Lot Essay
Fusing his Iranian cultural heritage with his own innovative ideas, Zenderoudi's recurring symbols and motifs throughout his oeuvre often have a particular significance and are inspired from poems, religious texts and objects. In some of his works, he simply isolates Arabic or Farsi letters, as well as numbers, in view of finding a way to intensify their artistic power and to integrate them harmoniously in his compositions.
Zenderoudi's decorative style is fused with elegance and with the artist's imagination in filling up his canvas or sheet of paper with meticulous ornaments and letters, very similar to the way his Persian ancestors decorated their ceramics, manuscripts, carpets and mosques.
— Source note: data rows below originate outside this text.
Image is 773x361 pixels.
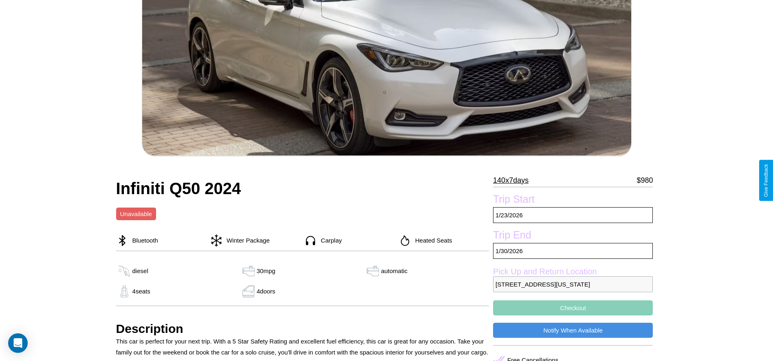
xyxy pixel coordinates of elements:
div: Give Feedback [763,164,769,197]
img: gas [365,265,381,277]
h3: Description [116,322,489,336]
div: Open Intercom Messenger [8,334,28,353]
p: 140 x 7 days [493,174,528,187]
p: Bluetooth [128,235,158,246]
p: Unavailable [120,209,152,220]
p: Heated Seats [411,235,452,246]
label: Trip Start [493,193,653,207]
p: 30 mpg [257,266,275,277]
p: 4 seats [132,286,150,297]
h2: Infiniti Q50 2024 [116,180,489,198]
button: Notify When Available [493,323,653,338]
p: Winter Package [222,235,270,246]
p: This car is perfect for your next trip. With a 5 Star Safety Rating and excellent fuel efficiency... [116,336,489,358]
img: gas [116,265,132,277]
label: Trip End [493,229,653,243]
p: diesel [132,266,148,277]
label: Pick Up and Return Location [493,267,653,277]
img: gas [116,286,132,298]
p: 1 / 30 / 2026 [493,243,653,259]
img: gas [240,286,257,298]
img: gas [240,265,257,277]
p: Carplay [317,235,342,246]
p: 4 doors [257,286,275,297]
p: $ 980 [636,174,653,187]
button: Checkout [493,301,653,316]
p: automatic [381,266,407,277]
p: 1 / 23 / 2026 [493,207,653,223]
p: [STREET_ADDRESS][US_STATE] [493,277,653,292]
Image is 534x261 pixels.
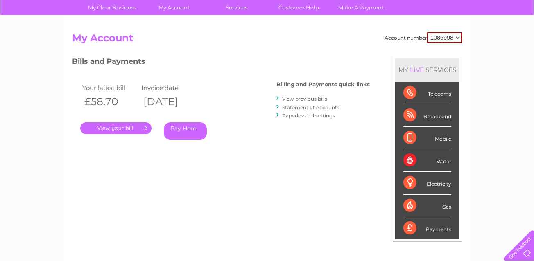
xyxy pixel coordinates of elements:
div: Mobile [403,127,451,149]
a: Pay Here [164,122,207,140]
div: Telecoms [403,82,451,104]
h2: My Account [72,32,462,48]
a: Statement of Accounts [282,104,340,111]
a: Telecoms [433,35,458,41]
a: View previous bills [282,96,327,102]
div: Account number [385,32,462,43]
a: Paperless bill settings [282,113,335,119]
a: Water [390,35,405,41]
a: Energy [410,35,428,41]
div: Broadband [403,104,451,127]
td: Invoice date [139,82,198,93]
a: . [80,122,152,134]
div: Clear Business is a trading name of Verastar Limited (registered in [GEOGRAPHIC_DATA] No. 3667643... [74,5,461,40]
div: Payments [403,217,451,240]
h4: Billing and Payments quick links [276,82,370,88]
div: MY SERVICES [395,58,460,82]
a: Contact [480,35,500,41]
a: Log out [507,35,526,41]
img: logo.png [19,21,61,46]
div: Electricity [403,172,451,195]
a: 0333 014 3131 [380,4,436,14]
a: Blog [463,35,475,41]
th: £58.70 [80,93,139,110]
th: [DATE] [139,93,198,110]
div: LIVE [408,66,426,74]
div: Gas [403,195,451,217]
div: Water [403,149,451,172]
td: Your latest bill [80,82,139,93]
h3: Bills and Payments [72,56,370,70]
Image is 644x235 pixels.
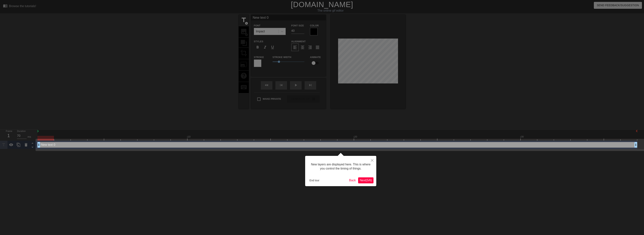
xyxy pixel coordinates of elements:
button: Next [358,178,374,183]
button: Close [368,156,376,165]
span: Next ( 5 / 6 ) [359,179,372,182]
div: New layers are displayed here. This is where you control the timing of things. [308,159,374,175]
button: Back [348,178,357,183]
button: End tour [308,178,321,183]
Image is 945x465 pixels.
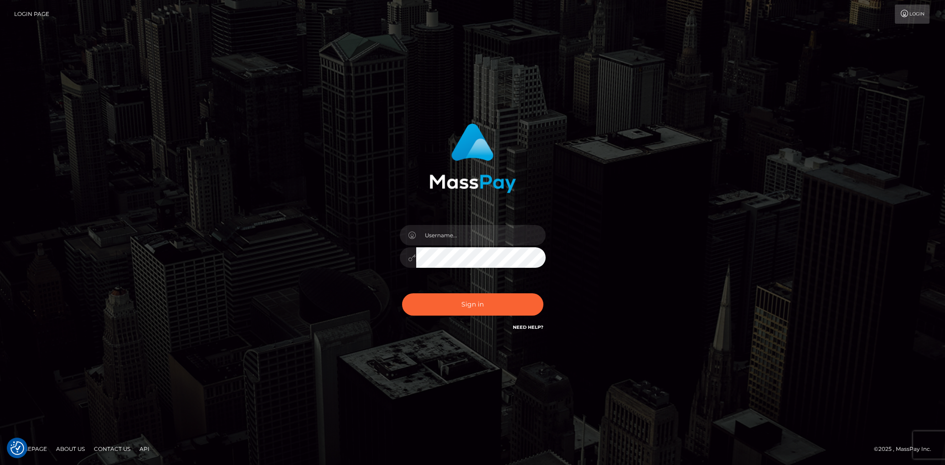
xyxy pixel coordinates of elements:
[416,225,545,246] input: Username...
[10,442,24,455] img: Revisit consent button
[402,293,543,316] button: Sign in
[52,442,88,456] a: About Us
[873,444,938,454] div: © 2025 , MassPay Inc.
[136,442,153,456] a: API
[894,5,929,24] a: Login
[513,324,543,330] a: Need Help?
[90,442,134,456] a: Contact Us
[10,442,51,456] a: Homepage
[14,5,49,24] a: Login Page
[10,442,24,455] button: Consent Preferences
[429,123,516,193] img: MassPay Login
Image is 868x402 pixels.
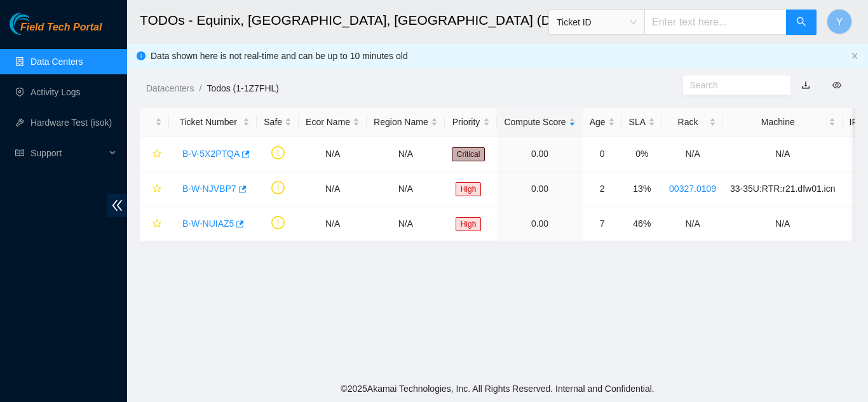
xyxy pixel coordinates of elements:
[182,218,234,229] a: B-W-NUIAZ5
[271,146,285,159] span: exclamation-circle
[622,137,662,172] td: 0%
[723,137,842,172] td: N/A
[271,181,285,194] span: exclamation-circle
[366,206,445,241] td: N/A
[801,80,810,90] a: download
[146,83,194,93] a: Datacenters
[583,172,622,206] td: 2
[146,143,162,164] button: star
[796,17,806,28] span: search
[15,149,24,157] span: read
[451,147,485,162] span: Critical
[299,137,366,172] td: N/A
[662,206,723,241] td: N/A
[9,23,102,39] a: Akamai TechnologiesField Tech Portal
[107,194,127,217] span: double-left
[723,172,842,206] td: 33-35U:RTR:r21.dfw01.icn
[786,9,816,35] button: search
[556,12,636,32] span: Ticket ID
[622,206,662,241] td: 46%
[583,137,622,172] td: 0
[644,9,786,35] input: Enter text here...
[622,172,662,206] td: 13%
[669,184,716,194] a: 00327.0109
[299,206,366,241] td: N/A
[366,172,445,206] td: N/A
[152,149,162,159] span: star
[455,182,481,197] span: High
[836,14,843,30] span: Y
[31,57,82,67] a: Data Centers
[497,172,582,206] td: 0.00
[690,78,773,92] input: Search
[299,172,366,206] td: N/A
[832,81,841,90] span: eye
[792,75,819,95] button: download
[146,178,162,199] button: star
[152,184,162,194] span: star
[31,87,81,97] a: Activity Logs
[152,219,162,229] span: star
[583,206,622,241] td: 7
[662,137,723,172] td: N/A
[497,206,582,241] td: 0.00
[31,117,112,127] a: Hardware Test (isok)
[851,52,858,60] button: close
[206,83,279,93] a: Todos (1-1Z7FHL)
[127,376,868,402] footer: © 2025 Akamai Technologies, Inc. All Rights Reserved. Internal and Confidential.
[199,83,202,93] span: /
[826,9,852,34] button: Y
[182,149,240,159] a: B-V-5X2PTQA
[182,184,236,194] a: B-W-NJVBP7
[9,12,64,35] img: Akamai Technologies
[366,137,445,172] td: N/A
[497,137,582,172] td: 0.00
[31,141,106,166] span: Support
[723,206,842,241] td: N/A
[20,22,102,34] span: Field Tech Portal
[271,216,285,229] span: exclamation-circle
[146,213,162,234] button: star
[455,217,481,232] span: High
[851,52,858,60] span: close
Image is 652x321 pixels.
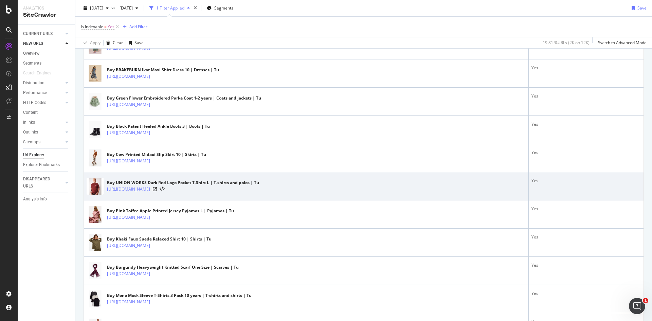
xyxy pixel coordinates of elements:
[87,178,104,195] img: main image
[23,30,63,37] a: CURRENT URLS
[107,236,212,242] div: Buy Khaki Faux Suede Relaxed Shirt 10 | Shirts | Tu
[23,196,70,203] a: Analysis Info
[87,93,104,110] img: main image
[23,99,46,106] div: HTTP Codes
[87,121,104,138] img: main image
[23,151,44,159] div: Url Explorer
[107,208,234,214] div: Buy Pink Toffee Apple Printed Jersey Pyjamas L | Pyjamas | Tu
[23,40,43,47] div: NEW URLS
[23,119,35,126] div: Inlinks
[23,196,47,203] div: Analysis Info
[126,37,144,48] button: Save
[23,129,38,136] div: Outlinks
[23,139,63,146] a: Sitemaps
[23,79,63,87] a: Distribution
[107,186,150,193] a: [URL][DOMAIN_NAME]
[23,50,39,57] div: Overview
[120,23,147,31] button: Add Filter
[23,30,53,37] div: CURRENT URLS
[87,290,104,307] img: main image
[90,40,101,45] div: Apply
[23,89,63,96] a: Performance
[107,242,150,249] a: [URL][DOMAIN_NAME]
[117,5,133,11] span: 2025 Sep. 3rd
[531,206,641,212] div: Yes
[81,24,103,30] span: Is Indexable
[153,187,157,191] a: Visit Online Page
[107,180,259,186] div: Buy UNION WORKS Dark Red Logo Pocket T-Shirt L | T-shirts and polos | Tu
[23,129,63,136] a: Outlinks
[629,298,645,314] iframe: Intercom live chat
[637,5,646,11] div: Save
[23,11,70,19] div: SiteCrawler
[23,139,40,146] div: Sitemaps
[629,3,646,14] button: Save
[107,270,150,277] a: [URL][DOMAIN_NAME]
[108,22,114,32] span: Yes
[598,40,646,45] div: Switch to Advanced Mode
[531,178,641,184] div: Yes
[23,151,70,159] a: Url Explorer
[104,37,123,48] button: Clear
[81,37,101,48] button: Apply
[23,79,44,87] div: Distribution
[531,93,641,99] div: Yes
[23,60,41,67] div: Segments
[23,161,60,168] div: Explorer Bookmarks
[23,70,51,77] div: Search Engines
[107,264,239,270] div: Buy Burgundy Heavyweight Knitted Scarf One Size | Scarves | Tu
[87,65,104,82] img: main image
[531,65,641,71] div: Yes
[23,161,70,168] a: Explorer Bookmarks
[107,214,150,221] a: [URL][DOMAIN_NAME]
[107,129,150,136] a: [URL][DOMAIN_NAME]
[531,262,641,268] div: Yes
[107,292,252,298] div: Buy Mono Mock Sleeve T-Shirts 3 Pack 10 years | T-shirts and shirts | Tu
[81,3,111,14] button: [DATE]
[531,290,641,296] div: Yes
[107,123,210,129] div: Buy Black Patent Heeled Ankle Boots 3 | Boots | Tu
[595,37,646,48] button: Switch to Advanced Mode
[107,298,150,305] a: [URL][DOMAIN_NAME]
[531,234,641,240] div: Yes
[87,234,104,251] img: main image
[23,176,63,190] a: DISAPPEARED URLS
[107,101,150,108] a: [URL][DOMAIN_NAME]
[543,40,589,45] div: 19.81 % URLs ( 2K on 12K )
[113,40,123,45] div: Clear
[87,262,104,279] img: main image
[107,151,206,158] div: Buy Cow Printed Midaxi Slip Skirt 10 | Skirts | Tu
[107,158,150,164] a: [URL][DOMAIN_NAME]
[107,67,219,73] div: Buy BRAKEBURN Ikat Maxi Shirt Dress 10 | Dresses | Tu
[23,50,70,57] a: Overview
[23,40,63,47] a: NEW URLS
[23,176,57,190] div: DISAPPEARED URLS
[23,70,58,77] a: Search Engines
[87,149,104,166] img: main image
[23,109,70,116] a: Content
[643,298,648,303] span: 1
[117,3,141,14] button: [DATE]
[129,24,147,30] div: Add Filter
[23,119,63,126] a: Inlinks
[23,109,38,116] div: Content
[23,60,70,67] a: Segments
[107,95,261,101] div: Buy Green Flower Embroidered Parka Coat 1-2 years | Coats and jackets | Tu
[134,40,144,45] div: Save
[23,89,47,96] div: Performance
[193,5,198,12] div: times
[23,5,70,11] div: Analytics
[107,73,150,80] a: [URL][DOMAIN_NAME]
[160,187,165,192] button: View HTML Source
[531,149,641,156] div: Yes
[111,4,117,10] span: vs
[23,99,63,106] a: HTTP Codes
[214,5,233,11] span: Segments
[104,24,107,30] span: =
[147,3,193,14] button: 1 Filter Applied
[87,206,104,223] img: main image
[204,3,236,14] button: Segments
[90,5,103,11] span: 2025 Oct. 1st
[531,121,641,127] div: Yes
[156,5,184,11] div: 1 Filter Applied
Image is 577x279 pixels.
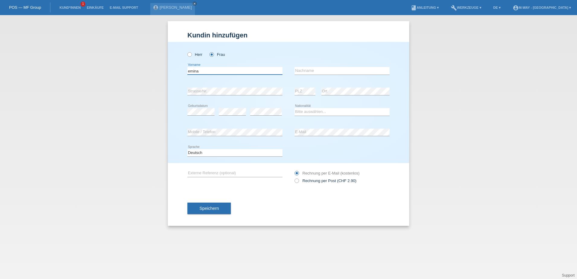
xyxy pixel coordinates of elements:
[295,171,299,178] input: Rechnung per E-Mail (kostenlos)
[9,5,41,10] a: POS — MF Group
[193,2,197,6] a: close
[295,178,356,183] label: Rechnung per Post (CHF 2.90)
[209,52,213,56] input: Frau
[295,171,359,175] label: Rechnung per E-Mail (kostenlos)
[295,178,299,186] input: Rechnung per Post (CHF 2.90)
[513,5,519,11] i: account_circle
[81,2,85,7] span: 1
[510,6,574,9] a: account_circlem-way - [GEOGRAPHIC_DATA] ▾
[187,52,203,57] label: Herr
[209,52,225,57] label: Frau
[84,6,107,9] a: Einkäufe
[107,6,141,9] a: E-Mail Support
[451,5,457,11] i: build
[408,6,442,9] a: bookAnleitung ▾
[56,6,84,9] a: Kund*innen
[490,6,504,9] a: DE ▾
[448,6,484,9] a: buildWerkzeuge ▾
[187,203,231,214] button: Speichern
[187,31,390,39] h1: Kundin hinzufügen
[193,2,196,5] i: close
[160,5,192,10] a: [PERSON_NAME]
[200,206,219,211] span: Speichern
[562,273,575,277] a: Support
[411,5,417,11] i: book
[187,52,191,56] input: Herr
The variety of pigments and colour tones breathing through his works reveal Zenderoudi's almost scientific approach in his juxtaposition and structure of the composition. He strips the letters or numbers from any semantic load or context, to invite the viewer to appreciate the calligraphy's intrinsic beauty and strength. Through his complex paintings and drawings, he conveys an expressive and communicative function to his symbols, letters and numbers.
Dated 1969, Rahim stands out as being an unusual composition from that period in the way in which Zenderoudi gives it an intense movement. In this work, Zenderoudi opted for a reduced range of colours, which gives this work an almost monumental effect. The appearance of Rahim is reminiscent of a seal, recalling the theme of stamps and prints which is very common throughout Zenderoudi's oeuvre. The text shown is the bismillah, and in reference to mercy and graciousness, Zenderoudi depicts this text closing in on itself, representing mercy's universality.
Black and blue brushstrokes are quite visible in this canvas and lend it a lively appearance, distancing it from traditional calligraphy and illustrate Zenderoudi's aim to communicating through letters and of giving them a meaning of their own than simply their traditional calligraphic quality.
"Faithful to his strategy of detachment from calligraphy, Zenderoudi favours the trace as opposed to the traced in writing. To favour the trace compared to the traced is to divert the sign in order better to appropriate it."
(Pierre Restany in exh. cat., Pioneers of Iranian Modern Art: Charles-Hossein Zenderoudi, Tehran Museum of Contemporary Art, November 2001, p. 26).
Zenderoudi's decorative style is fused with elegance and with the artist's imagination in filling up his canvas or sheet of paper with meticulous ornaments and letters, very similar to the way his Persian ancestors decorated their ceramics, manuscripts, carpets and mosques. The variety of pigments and colour tones breathing through his works reveal Zenderoudi's almost scientific approach in his juxtaposition and structure of the composition. He strips the letters or numbers from any semantic load or context, to invite the viewer to appreciate the calligraphy's intrinsic beauty and strength. Through his complex paintings and drawings, he conveys an expressive and communicative function to his symbols, letters and numbers.
Dated 1969, Rahim stands out as being an unusual composition from that period in the way in which Zenderoudi gives it an intense movement. In this work, Zenderoudi opted for a reduced range of colours, which gives this work an almost monumental effect. The appearance of Rahim is reminiscent of a seal, recalling the theme of stamps and prints which is very common throughout Zenderoudi's oeuvre. The text shown is the bismillah, and in reference to mercy and graciousness, Zenderoudi depicts this text closing in on itself, representing mercy's universality.
Black and blue brushstrokes are quite visible in this canvas and lend it a lively appearance, distancing it from traditional calligraphy and illustrate Zenderoudi's aim to communicating through letters and of giving them a meaning of their own than simply their traditional calligraphic quality.
"Faithful to his strategy of detachment from calligraphy, Zenderoudi favours the trace as opposed to the traced in writing. To favour the trace compared to the traced is to divert the sign in order better to appropriate it."
(Pierre Restany in exh. cat., Pioneers of Iranian Modern Art: Charles-Hossein Zenderoudi, Tehran Museum of Contemporary Art, November 2001, p. 26).